A walkthrough of creating a Windows Universal App from scratch
There is a new type of project that allows the creation of Windows 8 and Windows Phone apps. I thought I’d run through creating a simple app (I’m also going to try and publish it in the store).
Design
This seems a little extravagant - a design. Having said that (I believe) you should at least be able to state what your program is intended to do in one or two sentences:
My program will display a tile notification on the start screen that can be defined by the user.
You should also try to decide the answers to the following questions: 1. Will all or part of your app be required to run outside Windows? 2. Do you expect to make money, and if so, how? 3. Does your idea have any competition, and if so, why will anyone look at your idea?
My answers are: 1. No - this is a demo app, so it will be entirely Windows. If the answer is yes then research mono, portable class libraries and Xamarin. 2. No. I may however add some advertising in a later post just to show how it’s done (to make money from advertising, you need very high usage of your app - also, at the time of writing, Microsoft’s fill rate for adverts was a little over 30%). 3. Yes - there are other apps that do this. At the time of writing, I hadn’t spotted an app that shared the tiles between phone and desktop - although I’m confident there will be one. The only reason anyone might choose to use this over another one would be because the source code will be publicly available. You might want a more convincing argument than this for your own work.
So, you’ve decided what the app will do, whether and how it will earn you a fortune, and why people will choose your app over the competition. The next thing is deciding what it will look like. Windows doesn’t leave too much scope for imaginative designs here - it needs to look Metro; having said that, I don’t think I’ve ever had an app fail on appearance.
Here’s my design for Windows:
For Windows Phone:
And:
As you can see, this is a complex and detailed design. Although, from my experience, anything more detailed than this back-of-a-fag-packet screenshot and general concept is a waste at this stage. However, there is one more thing that you should probably do:
Minimum Viable Product (MVP)
You need to decide what you can release with. I think this applies regardless of whether you’re a big company or just some bloke on a train writing software for fun. This should be the absolute least that your application can accomplish and still be your application.
In my case, it’s pretty minimalist as it is, so there’s little point, but you should probably decide the features that are necessary:
- Ability to set text for a tile
- Ability to set image for a tile
Maybe my MVP doesn’t need to include an image - just text? If you release and people download, then add the other features. This is basically a fallback for people who can’t or don’t use a product backlog. It’s essentially the same idea, but it doesn’t come with the overhead of the word agile*.
Conclusion
Now we have a design, in the next post, I’ll post some code.
* My opinion of agile is not that it is an overhead - simply that the word carries a lot of misconceptions and assumptions that may detract from its purpose and primary benefits.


WHAT YOU SHOULD DO: What is needed is a faithful transcription of all the data below, pictures excluded.

==== INPUT RECORDS

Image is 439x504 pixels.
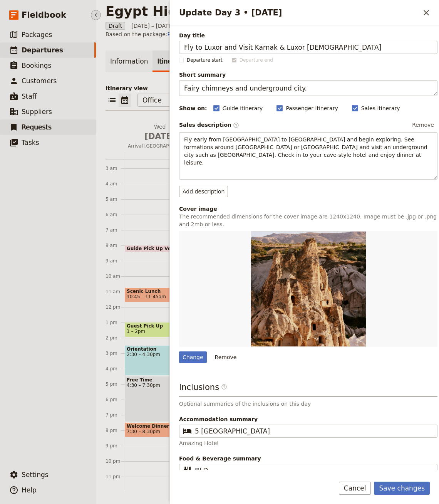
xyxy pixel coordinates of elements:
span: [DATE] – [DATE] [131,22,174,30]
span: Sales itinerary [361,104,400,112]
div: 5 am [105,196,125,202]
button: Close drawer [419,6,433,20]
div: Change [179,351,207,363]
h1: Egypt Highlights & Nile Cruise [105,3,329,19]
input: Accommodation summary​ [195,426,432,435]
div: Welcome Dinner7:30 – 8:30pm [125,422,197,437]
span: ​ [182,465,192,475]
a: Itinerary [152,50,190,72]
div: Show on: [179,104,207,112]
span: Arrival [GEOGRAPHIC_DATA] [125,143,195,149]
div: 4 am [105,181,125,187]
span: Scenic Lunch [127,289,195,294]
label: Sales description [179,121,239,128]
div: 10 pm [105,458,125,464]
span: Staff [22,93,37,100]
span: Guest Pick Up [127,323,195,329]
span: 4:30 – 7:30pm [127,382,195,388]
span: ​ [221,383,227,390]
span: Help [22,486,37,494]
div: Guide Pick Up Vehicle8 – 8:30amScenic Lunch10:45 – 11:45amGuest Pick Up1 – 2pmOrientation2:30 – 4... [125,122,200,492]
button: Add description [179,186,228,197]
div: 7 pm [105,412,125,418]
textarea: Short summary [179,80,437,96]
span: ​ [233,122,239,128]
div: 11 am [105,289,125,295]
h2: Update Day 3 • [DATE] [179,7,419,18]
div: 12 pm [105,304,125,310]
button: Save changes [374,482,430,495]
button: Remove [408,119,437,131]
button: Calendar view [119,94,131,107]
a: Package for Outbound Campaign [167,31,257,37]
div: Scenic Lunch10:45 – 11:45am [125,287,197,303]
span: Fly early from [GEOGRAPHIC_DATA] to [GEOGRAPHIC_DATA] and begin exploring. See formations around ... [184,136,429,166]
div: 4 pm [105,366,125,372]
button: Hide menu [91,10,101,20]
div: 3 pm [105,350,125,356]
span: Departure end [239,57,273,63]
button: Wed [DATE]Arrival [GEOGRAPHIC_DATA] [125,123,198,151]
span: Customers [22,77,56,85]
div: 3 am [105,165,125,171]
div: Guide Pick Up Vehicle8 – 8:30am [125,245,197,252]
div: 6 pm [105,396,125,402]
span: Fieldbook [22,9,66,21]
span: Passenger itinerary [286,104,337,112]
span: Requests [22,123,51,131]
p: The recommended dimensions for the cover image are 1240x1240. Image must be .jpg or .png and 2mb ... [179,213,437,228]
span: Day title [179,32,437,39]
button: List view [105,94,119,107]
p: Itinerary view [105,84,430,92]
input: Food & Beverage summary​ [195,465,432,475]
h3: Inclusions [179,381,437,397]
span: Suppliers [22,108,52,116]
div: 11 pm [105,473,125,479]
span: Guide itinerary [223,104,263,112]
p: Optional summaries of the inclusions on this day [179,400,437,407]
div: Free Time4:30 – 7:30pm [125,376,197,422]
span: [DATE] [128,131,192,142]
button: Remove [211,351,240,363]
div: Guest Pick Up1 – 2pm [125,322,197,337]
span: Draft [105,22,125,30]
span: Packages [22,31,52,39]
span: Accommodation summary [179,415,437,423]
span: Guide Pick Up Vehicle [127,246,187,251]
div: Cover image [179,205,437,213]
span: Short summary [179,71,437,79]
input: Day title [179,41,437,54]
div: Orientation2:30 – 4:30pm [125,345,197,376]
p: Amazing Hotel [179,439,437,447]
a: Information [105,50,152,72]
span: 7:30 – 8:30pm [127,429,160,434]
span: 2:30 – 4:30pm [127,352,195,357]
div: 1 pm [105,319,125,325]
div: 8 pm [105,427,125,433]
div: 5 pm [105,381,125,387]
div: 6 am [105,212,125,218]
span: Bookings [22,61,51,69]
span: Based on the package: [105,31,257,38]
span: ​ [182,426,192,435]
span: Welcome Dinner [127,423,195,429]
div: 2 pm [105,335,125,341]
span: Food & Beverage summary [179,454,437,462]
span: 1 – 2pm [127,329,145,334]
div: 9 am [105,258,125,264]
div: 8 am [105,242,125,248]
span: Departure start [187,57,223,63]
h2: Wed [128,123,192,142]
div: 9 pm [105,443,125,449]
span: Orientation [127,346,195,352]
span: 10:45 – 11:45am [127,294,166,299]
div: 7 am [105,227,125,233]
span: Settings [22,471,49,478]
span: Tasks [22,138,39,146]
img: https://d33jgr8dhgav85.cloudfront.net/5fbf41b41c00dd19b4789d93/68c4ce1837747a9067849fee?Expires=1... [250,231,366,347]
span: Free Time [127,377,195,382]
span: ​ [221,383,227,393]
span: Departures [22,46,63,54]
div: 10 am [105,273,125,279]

========

RESPONSE TO THIS EXERCISE:
Image is 439x504 pixels.
xyxy pixel coordinates of elements:
span: [DATE] – [DATE] [131,22,174,30]
span: Sales itinerary [361,104,400,112]
div: 5 am [105,196,125,202]
button: Close drawer [419,6,433,20]
div: Change [179,351,207,363]
h1: Egypt Highlights & Nile Cruise [105,3,329,19]
input: Accommodation summary​ [195,426,432,435]
div: Welcome Dinner7:30 – 8:30pm [125,422,197,437]
span: ​ [182,465,192,475]
a: Itinerary [152,50,190,72]
div: Show on: [179,104,207,112]
span: Arrival [GEOGRAPHIC_DATA] [125,143,195,149]
div: 4 am [105,181,125,187]
span: Scenic Lunch [127,289,195,294]
label: Sales description [179,121,239,128]
div: 10 pm [105,458,125,464]
span: Staff [22,93,37,100]
span: Guest Pick Up [127,323,195,329]
span: 4:30 – 7:30pm [127,382,195,388]
span: ​ [221,383,227,390]
span: Help [22,486,37,494]
div: Guide Pick Up Vehicle8 – 8:30amScenic Lunch10:45 – 11:45amGuest Pick Up1 – 2pmOrientation2:30 – 4... [125,122,200,492]
button: Add description [179,186,228,197]
div: 7 pm [105,412,125,418]
textarea: Short summary [179,80,437,96]
span: ​ [233,122,239,128]
div: 11 am [105,289,125,295]
h2: Update Day 3 • [DATE] [179,7,419,18]
div: 12 pm [105,304,125,310]
button: Save changes [374,482,430,495]
button: Remove [408,119,437,131]
button: Calendar view [119,94,131,107]
a: Package for Outbound Campaign [167,31,257,37]
div: Scenic Lunch10:45 – 11:45am [125,287,197,303]
span: Fly early from [GEOGRAPHIC_DATA] to [GEOGRAPHIC_DATA] and begin exploring. See formations around ... [184,136,429,166]
div: 4 pm [105,366,125,372]
button: Hide menu [91,10,101,20]
div: 3 pm [105,350,125,356]
span: Departure end [239,57,273,63]
button: Wed [DATE]Arrival [GEOGRAPHIC_DATA] [125,123,198,151]
span: Customers [22,77,56,85]
div: 3 am [105,165,125,171]
div: Guide Pick Up Vehicle8 – 8:30am [125,245,197,252]
div: 6 pm [105,396,125,402]
span: Fieldbook [22,9,66,21]
span: Passenger itinerary [286,104,337,112]
span: Requests [22,123,51,131]
p: The recommended dimensions for the cover image are 1240x1240. Image must be .jpg or .png and 2mb ... [179,213,437,228]
span: Day title [179,32,437,39]
button: List view [105,94,119,107]
p: Itinerary view [105,84,430,92]
input: Food & Beverage summary​ [195,465,432,475]
h3: Inclusions [179,381,437,397]
span: Suppliers [22,108,52,116]
div: 11 pm [105,473,125,479]
span: Guide itinerary [223,104,263,112]
p: Optional summaries of the inclusions on this day [179,400,437,407]
div: Free Time4:30 – 7:30pm [125,376,197,422]
span: [DATE] [128,131,192,142]
button: Remove [211,351,240,363]
div: Guest Pick Up1 – 2pm [125,322,197,337]
span: Draft [105,22,125,30]
span: Packages [22,31,52,39]
span: Accommodation summary [179,415,437,423]
span: Guide Pick Up Vehicle [127,246,187,251]
div: Cover image [179,205,437,213]
span: Short summary [179,71,437,79]
input: Day title [179,41,437,54]
div: Orientation2:30 – 4:30pm [125,345,197,376]
p: Amazing Hotel [179,439,437,447]
a: Information [105,50,152,72]
span: 7:30 – 8:30pm [127,429,160,434]
span: 2:30 – 4:30pm [127,352,195,357]
div: 1 pm [105,319,125,325]
div: 8 pm [105,427,125,433]
div: 5 pm [105,381,125,387]
div: 6 am [105,212,125,218]
span: Bookings [22,61,51,69]
span: Based on the package: [105,31,257,38]
span: ​ [182,426,192,435]
span: Welcome Dinner [127,423,195,429]
div: 2 pm [105,335,125,341]
span: Food & Beverage summary [179,454,437,462]
span: 1 – 2pm [127,329,145,334]
div: 9 am [105,258,125,264]
div: 8 am [105,242,125,248]
span: Departure start [187,57,223,63]
h2: Wed [128,123,192,142]
div: 9 pm [105,443,125,449]
span: Orientation [127,346,195,352]
span: 10:45 – 11:45am [127,294,166,299]
div: 7 am [105,227,125,233]
span: Settings [22,471,49,478]
span: Tasks [22,138,39,146]
img: https://d33jgr8dhgav85.cloudfront.net/5fbf41b41c00dd19b4789d93/68c4ce1837747a9067849fee?Expires=1... [250,231,366,347]
span: Free Time [127,377,195,382]
span: ​ [221,383,227,393]
span: Departures [22,46,63,54]
div: 10 am [105,273,125,279]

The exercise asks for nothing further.